Although Trump has at times expressed impatience with Netanyahu’s handling of the war, he made clear in his U.N. speech on Tuesday that he is not ready to back away from strong support for Israel, or be swayed by other countries’ endorsement of Palestinian statehood.

Such announcements only serve to “encourage continued conflict” by giving Hamas a “reward for these horrible atrocities,” Trump said.

  France, Britain, Canada, Australia and others have insisted that recognizing a Palestinian state would help to preserve the prospects of a “two-state solution” to the long-running conflict between Israel and the Palestinians and help to end the Gaza war.

While leaders taking the podium at the U.N. gathering did not directly chastise Trump for his stance, some analysts saw a clear message to the U.S. president.

“It all depends on Trump, who could end this war with one choice word to Israel’s prime minister,” said Laura Blumenfeld, a Middle East expert at the Johns Hopkins School for Advanced International Studies in Washington. That word, she said, is “enough.”

The U.S. is Israel’s chief arms supplier and historically acts as its diplomatic shield at the U.N. and other world bodies. Last week, the U.S. vetoed a draft Security Council resolution that would have demanded an immediate, unconditional and permanent ceasefire in Gaza.

Trump, however, has given no sign he will use those pressure points.

Even after Israel bombed a Hamas office in the territory of U.S. ally Qatar, he held a tense phone call with Netanyahu but took no action.

No matter how many countries recognize Palestinian independence, full U.N. membership would require approval by the Security Council, where the United States has a veto.

ABRAHAM ACCORDS AT RISK? 

Still, some analysts declined to rule out the possibility that Netanyahu, due to visit the White House on Monday for the fourth time since Trump returned to office, may yet exhaust Trump’s patience.

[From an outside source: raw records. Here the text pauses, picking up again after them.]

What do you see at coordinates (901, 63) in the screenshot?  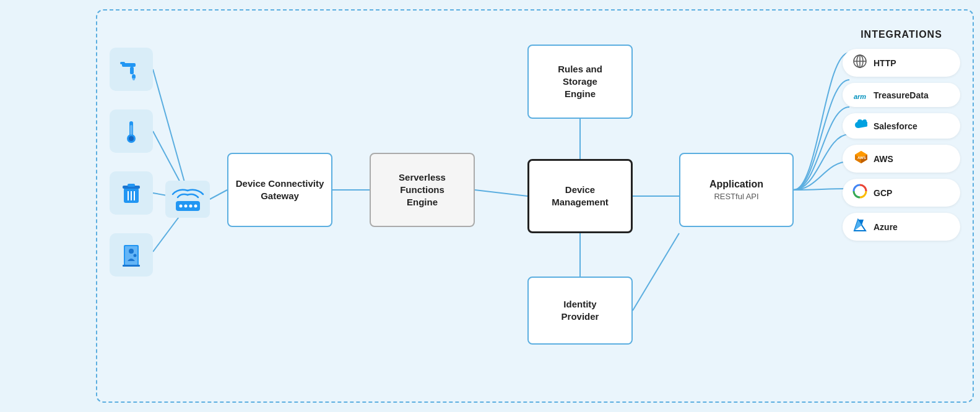 I see `integration-item-http: HTTP` at bounding box center [901, 63].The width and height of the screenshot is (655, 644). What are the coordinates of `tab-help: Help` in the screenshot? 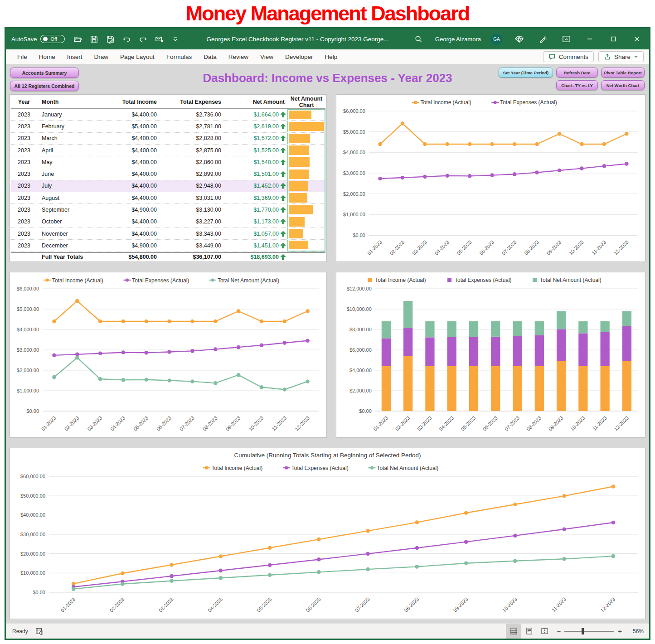 It's located at (331, 57).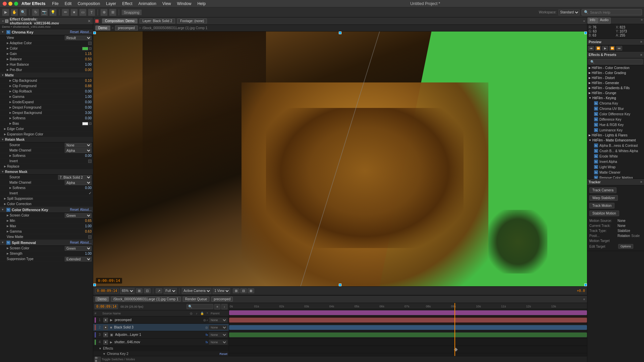 Image resolution: width=644 pixels, height=362 pixels. What do you see at coordinates (78, 248) in the screenshot?
I see `sr-screen-select: Green` at bounding box center [78, 248].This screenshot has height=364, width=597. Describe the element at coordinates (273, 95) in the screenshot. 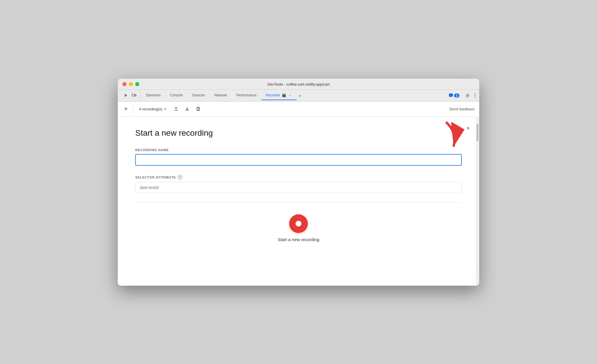

I see `tab-recorder-label: Recorder` at that location.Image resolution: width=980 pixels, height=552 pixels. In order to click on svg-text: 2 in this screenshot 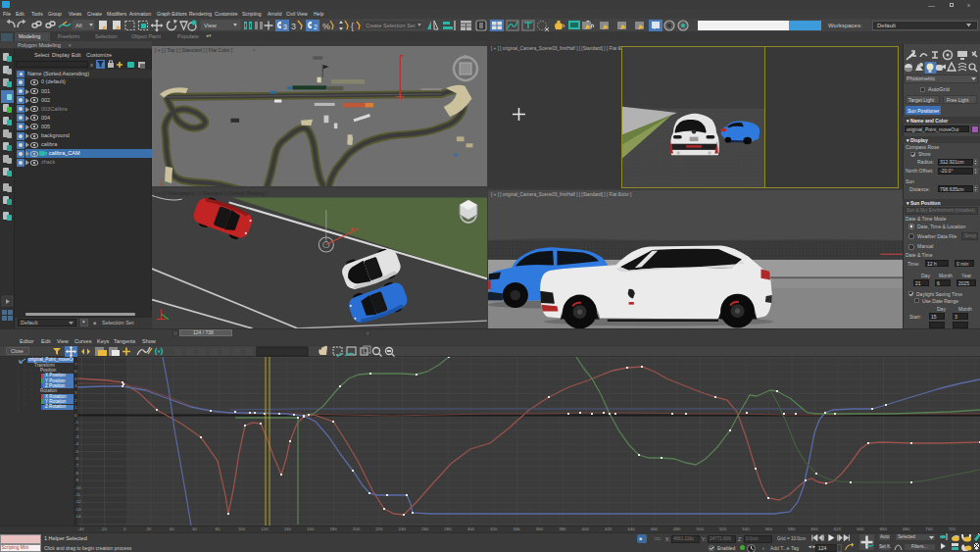, I will do `click(316, 27)`.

Israel’s strike in Doha dampened Trump’s hopes for more Gulf states joining the Abraham Accords, a landmark agreement brokered by his first administration in which several Arab countries forged diplomatic ties with Israel.

Israel is now weighing annexing parts of the occupied West Bank, which might be fueled by anger against the international push for recognition of Palestinian statehood.

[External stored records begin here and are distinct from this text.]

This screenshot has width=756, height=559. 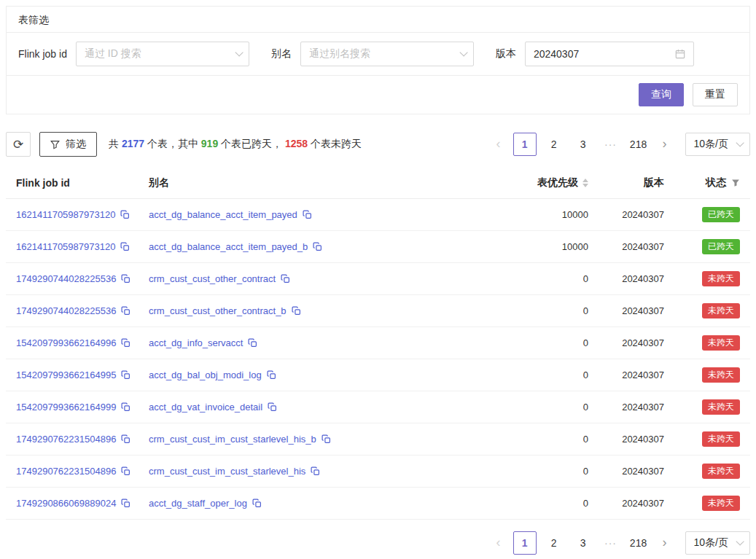 What do you see at coordinates (228, 246) in the screenshot?
I see `alias-link: acct_dg_balance_acct_item_payed_b` at bounding box center [228, 246].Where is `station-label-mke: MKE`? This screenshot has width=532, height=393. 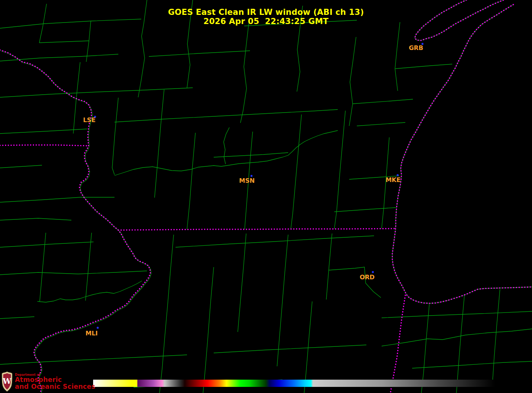
station-label-mke: MKE is located at coordinates (393, 180).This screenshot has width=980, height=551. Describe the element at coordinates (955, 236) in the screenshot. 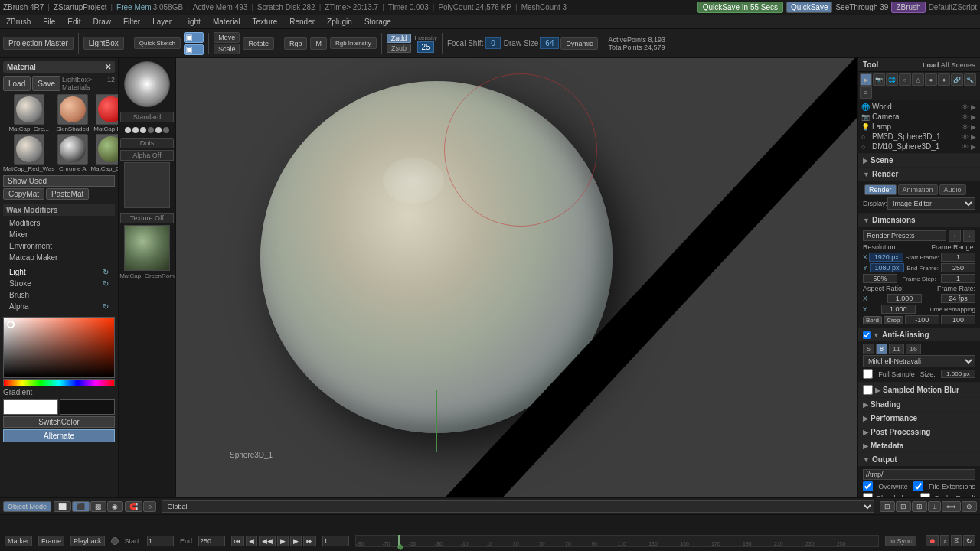

I see `presets-add-icon: +` at that location. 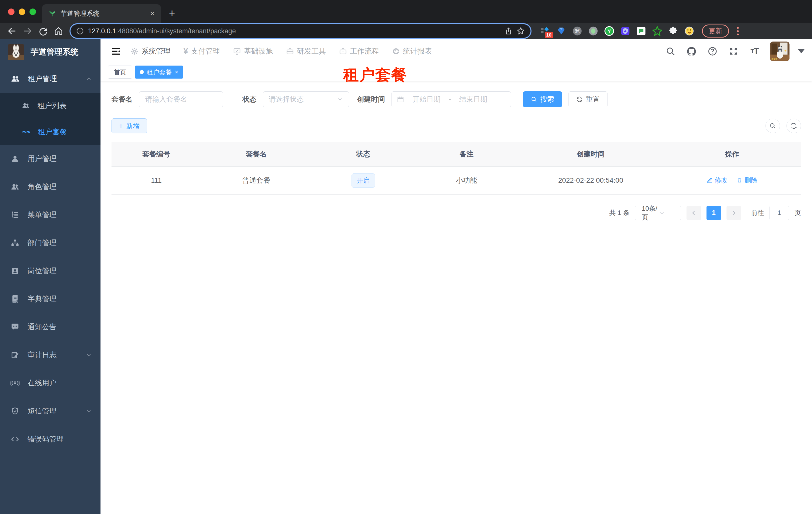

The most right-wing government in Israel’s history has declared there will be no Palestinian state as it pushes on with its fight against Hamas following its October 7, 2023, attack on Israel, which killed some 1,200 people according to Israeli tallies. Israel’s military response has killed more than 65,000 people in Gaza, according to local health officials.

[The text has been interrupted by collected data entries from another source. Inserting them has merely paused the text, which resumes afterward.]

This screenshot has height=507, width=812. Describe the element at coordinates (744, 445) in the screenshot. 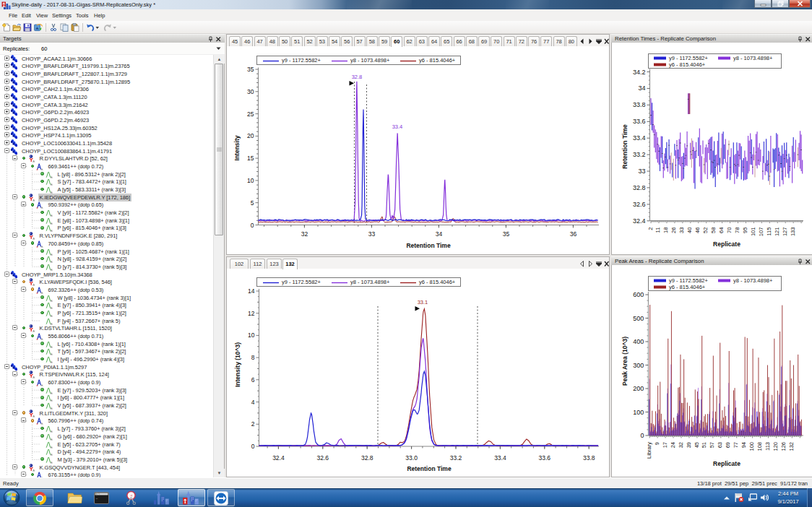

I see `svg-text: 94` at that location.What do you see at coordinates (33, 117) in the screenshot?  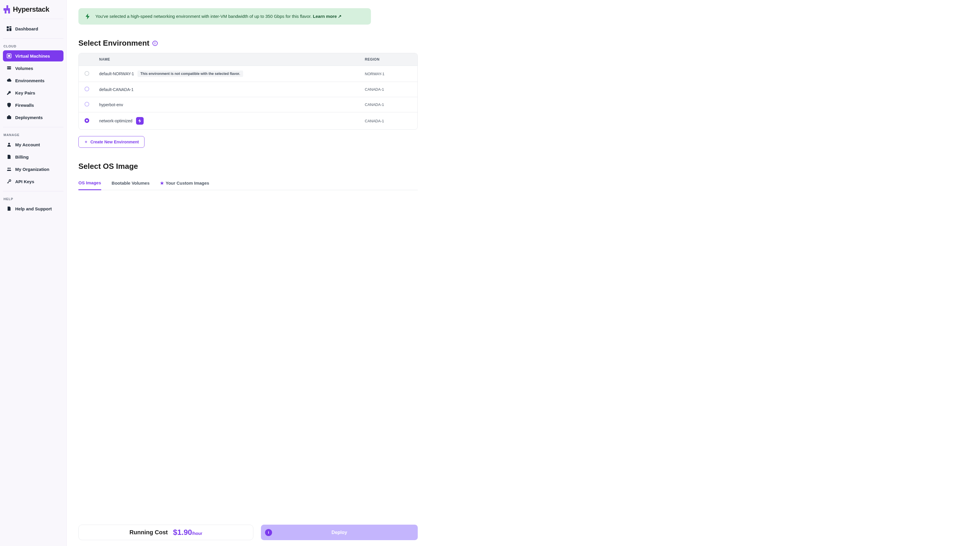 I see `sidebar-item-deployments: Deployments` at bounding box center [33, 117].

The UAE has threatened to suspend its membership in the Abraham Accords – which Trump has long touted as one of his crowning foreign policy successes – if Israel goes ahead with West Bank annexation.

Most Middle East experts say such a move would also close the door on the prospects for Gulf power Saudi Arabia ever joining, and that Netanyahu is not likely to go ahead without the green light from Trump, who has been non-committal so far.

“Trump is going to publicly let Netanyahu do what he thinks is right, especially in Gaza,” said Jonathan Panikoff, a former deputy U.S. national intelligence officer on the Middle East. “But privately the president and his team could apply some pressure.”